Reefer Madness

Nevada has fired up its new recreational marijuana industry and business is flowering. News reports from the first week tell of long lines of eager buyers outside dispensaries and sales on a pace to hit $30 million by the end of the year.

Nevada’s marijuana retailers sold million worth of the weed in their first four days of operation, setting the state’s budding recreational pot industry on a pace to achieve million in revenue before the year is out.

“We had a higher demand than everybody initially thought,” said Riana Durrett, direction of the Nevada Dispensary Association. “It shows this market really exists.”

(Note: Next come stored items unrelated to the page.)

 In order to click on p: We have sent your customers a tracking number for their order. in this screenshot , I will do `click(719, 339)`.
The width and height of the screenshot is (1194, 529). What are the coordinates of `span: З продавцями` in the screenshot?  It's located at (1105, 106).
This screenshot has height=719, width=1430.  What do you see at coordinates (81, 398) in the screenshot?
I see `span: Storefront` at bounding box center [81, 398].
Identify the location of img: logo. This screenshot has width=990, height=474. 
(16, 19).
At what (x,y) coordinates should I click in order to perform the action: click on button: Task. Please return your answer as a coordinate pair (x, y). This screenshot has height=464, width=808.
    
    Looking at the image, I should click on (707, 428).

Local media reported thousands of marijuana shoppers converging on the newly licensed outlets when sales commenced over the Fourth of July weekend, many waiting in lines for hours for their chance to legally purchase the drug.

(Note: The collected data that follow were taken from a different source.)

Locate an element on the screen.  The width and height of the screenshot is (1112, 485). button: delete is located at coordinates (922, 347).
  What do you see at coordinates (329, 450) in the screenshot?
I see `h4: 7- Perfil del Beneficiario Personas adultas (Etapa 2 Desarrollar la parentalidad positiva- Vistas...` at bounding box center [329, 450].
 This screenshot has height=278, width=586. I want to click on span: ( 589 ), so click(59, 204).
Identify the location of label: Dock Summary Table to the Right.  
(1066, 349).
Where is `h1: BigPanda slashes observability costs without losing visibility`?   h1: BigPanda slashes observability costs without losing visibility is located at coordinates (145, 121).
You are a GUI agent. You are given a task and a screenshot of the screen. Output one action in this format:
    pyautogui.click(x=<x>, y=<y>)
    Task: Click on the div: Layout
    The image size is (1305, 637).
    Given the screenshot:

It promises to be a boon for local governments, which are taxing sales at rates of 33 percent to 38 percent, including state and other local taxes.

Nevada voters approved recreational marijuana use in last November’s election, joining Colorado, Oregon, Washington and Alaska in expanding is use beyond medicinal purposes.

Sales of the plant at medically licensed dispensaries was finalized by the Nevada legislature in May.

Selling and possessing marijuana is still a federal crime, and approbation at the state level is not without its opponents.

“We have to consider what we’re telling our kids, that we think living in an altered mental state is something you to do recreate,” said Scott Chipman, co-chairman of Citizens Against Legalizing Marijuana in Southern California. “We’re sending a horrible message, and we’re endangering people on the road and our children and teens.”

Nevada Assemblyman Ira Hansen, a Sparks Republican, called it “a huge mistake all the way around.”

“I don’t see how it benefits Las Vegas. I don’t see how people sitting around smoking pot is going to encourage them to do things that typical tourists do. The last thing we need is more impaired people here.”